Athena's Surprising Portfolio

Charlotte Allen | Posted on 09/01/09

The Greek goddess of wisdom was Athena, famous in mythology for having sprung full-grown from the head of her father, Zeus, instead of making her earthly debut in the usual way, and for remaining a virgin. There were only three virgin goddesses in the entire Greek pantheon, and Athena (sometimes called Pallas Athena) was one of the three.

Athena became associated with wisdom for three reasons. One was her mother, Metis, whose name means “thought” in Greek. Zeus, as king of the gods, liked to fool around with pretty girls both divine and human, and one of those girls was Metis. When Metis became pregnant, Zeus swallowed her so that his wife, Hera, would not find out about the affair. Metis gave birth to Athena inside Zeus, and there the young goddess remained until another god hacked at Zeus’s head with an axe and Athena burst forth. Second, Athena’s companion animal was the owl, glaux in Greek. Homer and other Greek poets described Athena as glaukopis: “owl-eyed” or “silvery-eyed.” Owls were thought to be highly intelligent for their ability to see in the dark of night — that is, to see clearly what others can’t — the essence of wisdom.

Athena’s third link to wisdom came through her patronage of arts and crafts. The Greek word for wisdom, sophia, can also mean technical skill, and Athena watched over potters, goldsmiths, carpenters, makers of chariots and weapons, and practitioners of medicine. Above all, Athena ruled over the womanly arts of weaving and embroidery, at which she excelled. The Roman poet Ovid tells the story in his Metamorphoses of a mortal maiden named Arachne challenging Athena to a weaving contest. Athena changed Arachne into a spider.

Ironically, or perhaps not, Athena was originally as much a war goddess as a patroness of wisdom. When she sprang from her father’s head, she was wearing a helmet and armed with a spear or shield. In the Iliad Athena not only dispensed strategic advice to her preferred side, the Greeks, but also fought among them against the Trojans. Athena favored the Greeks and despised the Trojans because, although she was very beautiful, she and her stepmother, Hera, had been losers in the Judgment of Paris, the beauty contest that had launched the war.

In her namesake city, Athens, Athena was worshipped as Athena Promachos, or “Athena at the Front Line of Battle.” The Athenians gave her credit for helping them win key battles in their war against the Persians during the early fifth century BC, and for Athens’s swift postwar rise to military and political dominance among the Greek city-states. They also honored Athena for having facilitated Athens’s economic prosperity during that period by, as their civic legend maintained, giving the Athenians the olive tree. Athena’s chief temple in Athens, the Parthenon (parthenos means “virgin” in Greek) was the city’s architectural glory during the fifth century. It housed a colossal gold-and-ivory statue of the goddess, and every year the city’s young women paid tribute to her by presenting the statue with a new dress that they had woven themselves. The Athenian tragedian Aeschylus, in his Oresteia trilogy, made Athena a protectress of the legal justice and rule of law on which his city prided itself.

By the end of the fifth century, Athens was in military, political, and economic decline, having lost the Peloponnesian War to its rival, Sparta. But the city lived on as a center of philosophy, home of Socrates, Plato, Aristotle, and, in the second century BC, the Stoic philosopher Zeno. It was during those centuries, when young men flocked to Athens to study at its philosophical schools, that Athena became closely identified with the kind of intellectual savvy that has made her, among other things, the presiding goddess of Bryn Mawr College to this day. The German idealist philosopher G. W. F. Hegel famously wrote that “the owl of Minerva [Athena’s Roman name] spreads its wings only with the falling of the dusk” — which means either that philosophers have to burn a lot of midnight oil, or that philosophers don’t understand history until it is behind them.

The story of Athena’s birth is an allegory of the birth of wisdom: springing from the head, seat of the mind, after being nurtured by thought. Through Athena/Minerva the Greeks and Romans personified wisdom as a female figure in contrast to their male gods of war (Ares/Mars) and the literary and musical arts (Apollo). By imagining wisdom as a woman, they seemed to recognize that the acquisition of wisdom entails the reflection and calm associated with women, in contrast to the agonistic aggression that characterizes the male psyche. The history of Athena’s cult, in which she was worshipped as a goddess of wartime strategy and the practical arts as well as of intellectual brilliance, might be viewed as another kind of allegory of wisdom: that wisdom is not just an ivory-tower phenomenon but the collective insights of a culture deeply committed to the life-and-death project of defending itself and producing the artifacts that make up its own civilized life.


= WHAT THE TASK ASKS =
Reproduce word for word the line that contains "Find the location of a particular element. This" and every line after it to the end of the records, with nothing else added.

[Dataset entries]
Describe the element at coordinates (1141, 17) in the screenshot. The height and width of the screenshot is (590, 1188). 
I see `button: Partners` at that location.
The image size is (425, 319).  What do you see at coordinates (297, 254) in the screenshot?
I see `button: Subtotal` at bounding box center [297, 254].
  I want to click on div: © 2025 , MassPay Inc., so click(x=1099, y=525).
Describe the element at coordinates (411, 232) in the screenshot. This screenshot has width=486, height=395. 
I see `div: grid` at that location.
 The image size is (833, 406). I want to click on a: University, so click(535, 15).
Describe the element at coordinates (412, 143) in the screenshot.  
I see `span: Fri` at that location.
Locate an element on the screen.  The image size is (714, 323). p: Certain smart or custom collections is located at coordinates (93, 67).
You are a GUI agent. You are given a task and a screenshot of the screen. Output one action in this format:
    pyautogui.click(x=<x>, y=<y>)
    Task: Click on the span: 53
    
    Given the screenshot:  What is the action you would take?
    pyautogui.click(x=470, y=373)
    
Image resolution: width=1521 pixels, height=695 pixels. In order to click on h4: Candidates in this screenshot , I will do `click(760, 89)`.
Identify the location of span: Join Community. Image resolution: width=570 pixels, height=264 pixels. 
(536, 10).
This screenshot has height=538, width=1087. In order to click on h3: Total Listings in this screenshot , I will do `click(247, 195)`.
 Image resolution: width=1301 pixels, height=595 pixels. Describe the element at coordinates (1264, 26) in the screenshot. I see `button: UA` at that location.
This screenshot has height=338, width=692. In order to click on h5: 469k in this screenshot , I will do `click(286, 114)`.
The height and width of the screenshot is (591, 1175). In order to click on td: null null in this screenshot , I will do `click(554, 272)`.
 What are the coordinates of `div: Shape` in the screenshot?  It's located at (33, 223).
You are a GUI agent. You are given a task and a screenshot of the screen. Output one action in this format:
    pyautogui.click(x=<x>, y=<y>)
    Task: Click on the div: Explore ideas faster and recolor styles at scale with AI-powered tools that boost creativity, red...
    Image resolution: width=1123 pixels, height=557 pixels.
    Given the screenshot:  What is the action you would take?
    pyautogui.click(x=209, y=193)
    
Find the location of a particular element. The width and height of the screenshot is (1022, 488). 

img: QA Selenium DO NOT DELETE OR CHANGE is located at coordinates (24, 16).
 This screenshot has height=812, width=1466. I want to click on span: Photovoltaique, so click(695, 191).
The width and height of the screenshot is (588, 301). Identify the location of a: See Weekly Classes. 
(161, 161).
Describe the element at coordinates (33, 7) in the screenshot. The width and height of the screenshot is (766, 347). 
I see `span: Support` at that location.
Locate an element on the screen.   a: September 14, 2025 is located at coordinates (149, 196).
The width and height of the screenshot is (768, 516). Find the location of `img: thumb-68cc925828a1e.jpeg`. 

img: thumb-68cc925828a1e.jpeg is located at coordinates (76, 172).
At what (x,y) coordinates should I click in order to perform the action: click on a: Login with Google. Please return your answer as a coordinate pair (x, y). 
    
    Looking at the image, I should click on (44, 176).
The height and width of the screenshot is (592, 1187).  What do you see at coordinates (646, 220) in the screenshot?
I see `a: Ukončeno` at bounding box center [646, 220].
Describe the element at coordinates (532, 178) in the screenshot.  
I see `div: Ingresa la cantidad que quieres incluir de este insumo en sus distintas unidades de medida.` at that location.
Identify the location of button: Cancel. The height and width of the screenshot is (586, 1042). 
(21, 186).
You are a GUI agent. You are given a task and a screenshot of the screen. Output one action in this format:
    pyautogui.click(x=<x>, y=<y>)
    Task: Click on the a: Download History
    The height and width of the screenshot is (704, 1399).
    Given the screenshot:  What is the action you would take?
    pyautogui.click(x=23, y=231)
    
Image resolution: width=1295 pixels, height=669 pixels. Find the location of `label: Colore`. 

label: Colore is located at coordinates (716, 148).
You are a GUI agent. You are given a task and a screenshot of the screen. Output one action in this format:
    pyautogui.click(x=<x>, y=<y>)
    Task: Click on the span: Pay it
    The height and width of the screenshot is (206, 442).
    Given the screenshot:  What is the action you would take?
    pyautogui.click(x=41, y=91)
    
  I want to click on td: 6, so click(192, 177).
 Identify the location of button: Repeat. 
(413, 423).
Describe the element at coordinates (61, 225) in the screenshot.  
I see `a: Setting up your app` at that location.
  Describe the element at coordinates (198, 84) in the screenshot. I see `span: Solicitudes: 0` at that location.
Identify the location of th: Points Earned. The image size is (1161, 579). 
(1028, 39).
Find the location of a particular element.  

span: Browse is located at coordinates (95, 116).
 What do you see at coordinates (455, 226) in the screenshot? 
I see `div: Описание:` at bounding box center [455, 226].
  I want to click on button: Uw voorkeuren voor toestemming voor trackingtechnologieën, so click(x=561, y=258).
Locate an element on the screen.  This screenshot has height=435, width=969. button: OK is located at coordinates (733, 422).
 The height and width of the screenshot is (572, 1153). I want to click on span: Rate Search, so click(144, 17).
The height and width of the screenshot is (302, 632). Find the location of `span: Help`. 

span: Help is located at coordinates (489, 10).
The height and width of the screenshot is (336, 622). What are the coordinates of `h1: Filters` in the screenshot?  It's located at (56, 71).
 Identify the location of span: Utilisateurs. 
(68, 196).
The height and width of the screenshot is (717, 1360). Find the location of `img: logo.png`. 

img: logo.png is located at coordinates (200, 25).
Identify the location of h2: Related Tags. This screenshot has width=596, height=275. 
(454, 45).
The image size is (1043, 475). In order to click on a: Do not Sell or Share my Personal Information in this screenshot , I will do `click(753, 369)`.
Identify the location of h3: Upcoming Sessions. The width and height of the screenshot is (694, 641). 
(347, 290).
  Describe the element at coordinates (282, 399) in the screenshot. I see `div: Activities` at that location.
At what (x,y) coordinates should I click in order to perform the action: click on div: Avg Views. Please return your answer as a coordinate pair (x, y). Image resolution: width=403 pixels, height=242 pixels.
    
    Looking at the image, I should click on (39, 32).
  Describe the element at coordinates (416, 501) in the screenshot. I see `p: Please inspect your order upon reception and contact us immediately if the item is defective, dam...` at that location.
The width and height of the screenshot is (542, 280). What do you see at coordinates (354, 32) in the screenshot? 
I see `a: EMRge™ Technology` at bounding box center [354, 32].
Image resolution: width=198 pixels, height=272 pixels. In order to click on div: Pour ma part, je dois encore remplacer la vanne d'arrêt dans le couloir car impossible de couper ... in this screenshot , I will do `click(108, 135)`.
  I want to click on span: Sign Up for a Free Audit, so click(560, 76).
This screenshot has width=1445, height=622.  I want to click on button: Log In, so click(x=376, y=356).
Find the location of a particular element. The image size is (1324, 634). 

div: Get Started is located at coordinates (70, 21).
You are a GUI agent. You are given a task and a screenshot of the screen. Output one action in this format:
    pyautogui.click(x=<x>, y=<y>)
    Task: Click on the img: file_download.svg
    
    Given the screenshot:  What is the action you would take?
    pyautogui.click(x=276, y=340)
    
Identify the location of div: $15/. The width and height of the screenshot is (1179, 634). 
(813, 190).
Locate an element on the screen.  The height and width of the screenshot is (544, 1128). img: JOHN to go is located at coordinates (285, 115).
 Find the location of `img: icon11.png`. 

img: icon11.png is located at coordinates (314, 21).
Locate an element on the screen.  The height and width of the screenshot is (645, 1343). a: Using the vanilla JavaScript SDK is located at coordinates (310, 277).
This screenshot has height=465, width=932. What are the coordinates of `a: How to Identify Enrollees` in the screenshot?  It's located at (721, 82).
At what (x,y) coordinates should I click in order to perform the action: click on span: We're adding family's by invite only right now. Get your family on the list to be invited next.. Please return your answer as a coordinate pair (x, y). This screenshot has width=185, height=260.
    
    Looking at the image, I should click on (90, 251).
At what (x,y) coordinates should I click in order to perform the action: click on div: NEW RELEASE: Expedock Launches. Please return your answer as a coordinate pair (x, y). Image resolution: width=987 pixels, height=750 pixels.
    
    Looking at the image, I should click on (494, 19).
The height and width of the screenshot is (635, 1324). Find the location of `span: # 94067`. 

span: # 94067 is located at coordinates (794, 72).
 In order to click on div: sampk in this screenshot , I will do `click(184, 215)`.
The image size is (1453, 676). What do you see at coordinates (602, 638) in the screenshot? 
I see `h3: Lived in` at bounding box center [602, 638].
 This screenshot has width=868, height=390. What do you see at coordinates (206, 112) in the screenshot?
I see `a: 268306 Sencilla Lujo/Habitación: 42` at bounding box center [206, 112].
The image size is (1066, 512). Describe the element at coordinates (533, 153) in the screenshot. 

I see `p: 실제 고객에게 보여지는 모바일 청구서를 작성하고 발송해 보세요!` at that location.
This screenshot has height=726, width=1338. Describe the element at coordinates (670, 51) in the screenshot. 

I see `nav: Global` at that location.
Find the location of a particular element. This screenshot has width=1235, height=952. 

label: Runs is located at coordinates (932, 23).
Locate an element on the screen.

= TASK OUTPUT =
Find the location of a particular element. This screenshot has width=1235, height=952. 

label: Runs is located at coordinates (932, 23).
Locate an element on the screen.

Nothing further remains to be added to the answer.